Drink My Sour Milk from Your Stripper Heel
Anusha Jean Ramesh and Alida Maria Lanzi (200CENT)
This performance traces the act of moving together within systems that dictate desirability. Performed by Alida Maria Lanzi and Anusha Jean Ramesh, it stages a negotiation between resistance and emotional obedience, embodied in the figures of the stripper and the exotic dancer.
Structured as an improvised choreo-sonic score, the piece begins with each performer wearing a single transparent stripper heel, moving alongside leather sculptures that slowly leak milk. These elements act as totems of gendered and racial hierarchies around desirability, asking: Who has the right to be seen? Who is condemned to obey? How do colonial systems inscribe themselves onto our bodies, even within friendships and so-called “safe” spaces?

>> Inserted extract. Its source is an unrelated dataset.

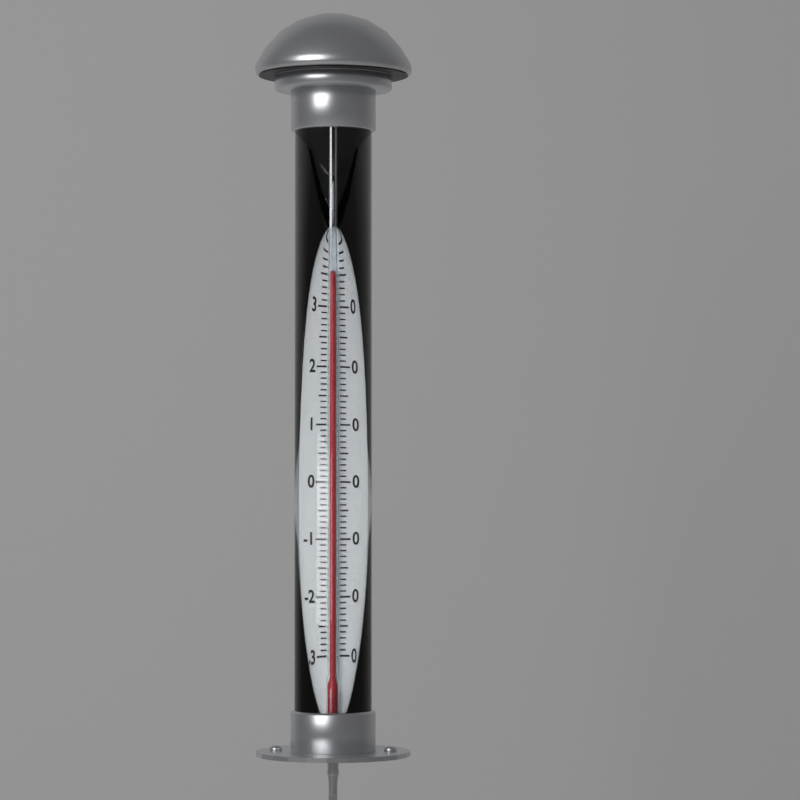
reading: 36 °C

The performers crawl and stumble under the asymmetry of the single heel, turning sensuality into resistance. The dripping leather vessels evoke both vulnerability and rupture, challenging notions of purity and care while exposing their potential for exploitation. The sound of breath, friction, and movement is recorded and distorted live, creating an unstable sonic landscape, while shifting light manipulates visibility and the gaze.
The piece opens a space for tenderness and fracture, for vulnerability and resistance. It does not seek resolution, but insists on making visible how intimacy, complicity, and even resilience remain entangled with Eurocentric frameworks of desire and power.